Recently, the fund created a Web site in partnership with Kintera Inc., www.stopthesealhunt.com, as an online marketing tool, supplementing its highly sophisticated, multilingual main site, www.ifaw.org. With such help, the fund has experienced a 174 percent increase in donations and a 108 percent jump in online membership compared to a year earlier.
“Creating a specific site detailing our efforts to end the (seal) hunt helped us reach a much larger audience, many of whom were not aware of IFAW before,” said O’Regan. “As a result, an unprecedented number of people around the world sent action letters to the Canadian government, urging an end to this barbaric practice.”
With the growing need for revenues to support an array of international programs, Powers acknowledges the “struggle to always be true to your mission.”
Until recently, for example, IFAW would not accept government funding. That changed when it accepted $660,000 from the National Fish and Wildlife Foundation to assist Massachusetts lobstermen in replacing dangerous floating lines that ensnare the right whales.
The benefits of federal aid in this case outweighed the risks, IFAW officials emphasized, a point reinforced by Gary Ostrom, vice president of the Massachusetts Lobsterman’s Association. “I think this will be a major step in reducing entanglements, especially serious ones, while at the same time assisting lobstermen in meeting the financial challenge of modifying their gear,” said Ostrom.
Under O’Regan’s guidance, IFAW also has worked to diversify its funding sources beyond individual donors to include philanthropic foundations and corporations – from Shell to Zodiac.
At the same time, the fund works hard to avoid investing funds in companies that might be engaged in practices that endanger animals. “We have an absolute prohibition against corporations that conduct animal testing or sell alcohol and tobacco,” said Powers.
As a financial manager, Powers views economic development and environmental protection as interconnected. “You go into an African township to deal with an elephant problem. The issue to them is destruction of their crops. We have to mediate between the elephants’ welfare and the local economy.”
When IFAW stopped Mitsubishi’s plant in Baja, Mexico, it was a battle between creating needed jobs and saving whales. “We struggle with that all the time,” she said.
It is the balance between wildlife and the economy.

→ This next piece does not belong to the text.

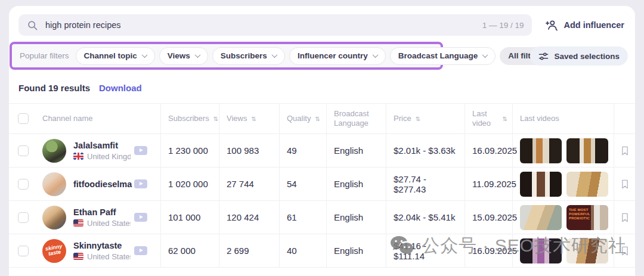 The width and height of the screenshot is (644, 276). Describe the element at coordinates (625, 119) in the screenshot. I see `col-bookmark` at that location.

That makes IFAW a breed apart from a pure animal protection organization, said Ramage. “Our unique approach is to promote practical solutions that benefit both animals and people.”

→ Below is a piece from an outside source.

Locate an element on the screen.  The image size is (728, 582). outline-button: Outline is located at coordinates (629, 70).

To make his point, Ramage cited IFAW’s current efforts to protect the 300 remaining North Atlantic
right whales.
“Some groups take an animals-versus-people approach. We’re looking for win-wins. That’s why IFAW is working to replace thousands of miles of miles of dangerous floating trap lines with whale-friendly gear, leveraging more than $1 million to subsidize the transition and keep lobster fishermen in business.”